In other news today:
Another brilliant remark by Ron Paul:
"In 140 characters, the newly retired congressman reminds us why he — and maybe his son — won't top the GOP presidential ticket
When news started spreading that Chris Kyle, a former SEAL and author of the best-selling autobiography American Sniper, was shot dead with a friend over the weekend — allegedly at the hands of a PTSD-suffering former Marine he was trying to help by taking him shooting at a hunting range — conservatives were incensed over the callous tweets of "some on the anti-gun Left." And then this happened:
"Chris Kyle's death seems to confirm that "he who lives by the sword dies by the sword." Treating PTSD at a firing range doesn't make sense."
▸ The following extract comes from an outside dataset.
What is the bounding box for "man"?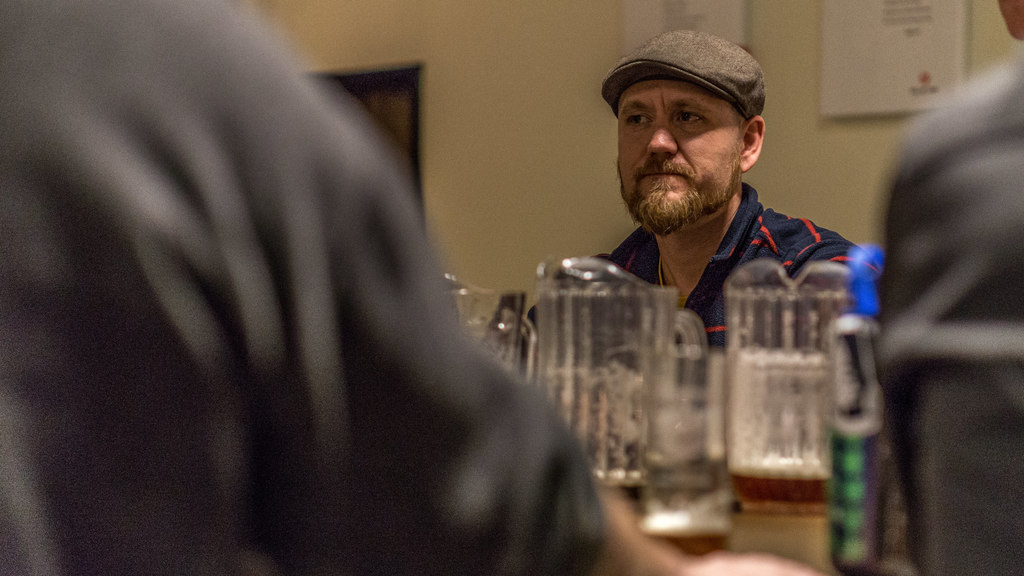
885:0:1023:331.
— Ron Paul (@RonPaul) February 4, 2013
And just like that, the three-time Republican presidential candidate's tenuous coalition of pro-gun libertarians, anti–Federal Reserve goldbugs, and foreign policy non-interventionists crumbled. Paul is an opponent of gun control — saying after December's Newtown, Conn., grade school massacre that "more guns equals less crime" and that "private gun ownership prevents many shootings" — but also of U.S. military adventurism. Kyle, also an outspoken gun-rights advocate, earned a reputation in Iraq as one of the deadliest snipers in U.S. military history. With Twitter erupting in outrage over his comment, Paul took to Facebook to explain himself:
As a veteran, I certainly recognize that this weekend's violence and killing of Chris Kyle were a tragic and sad event. My condolences and prayers go out to Mr. Kyle's family. Unconstitutional and unnecessary wars have endless unintended consequences. A policy of non-violence, as Christ preached, would have prevented this and similar tragedies. -REP..."
http://news.yahoo.com/ron-pauls-puzzling-critique-murdered-seal-chris-kyle-072000026.html
Someone should take the soon to be octogenarian's social networking accounts away from him, he's lost all sense of reasoning.
Wait, how can you lose something that you've never had?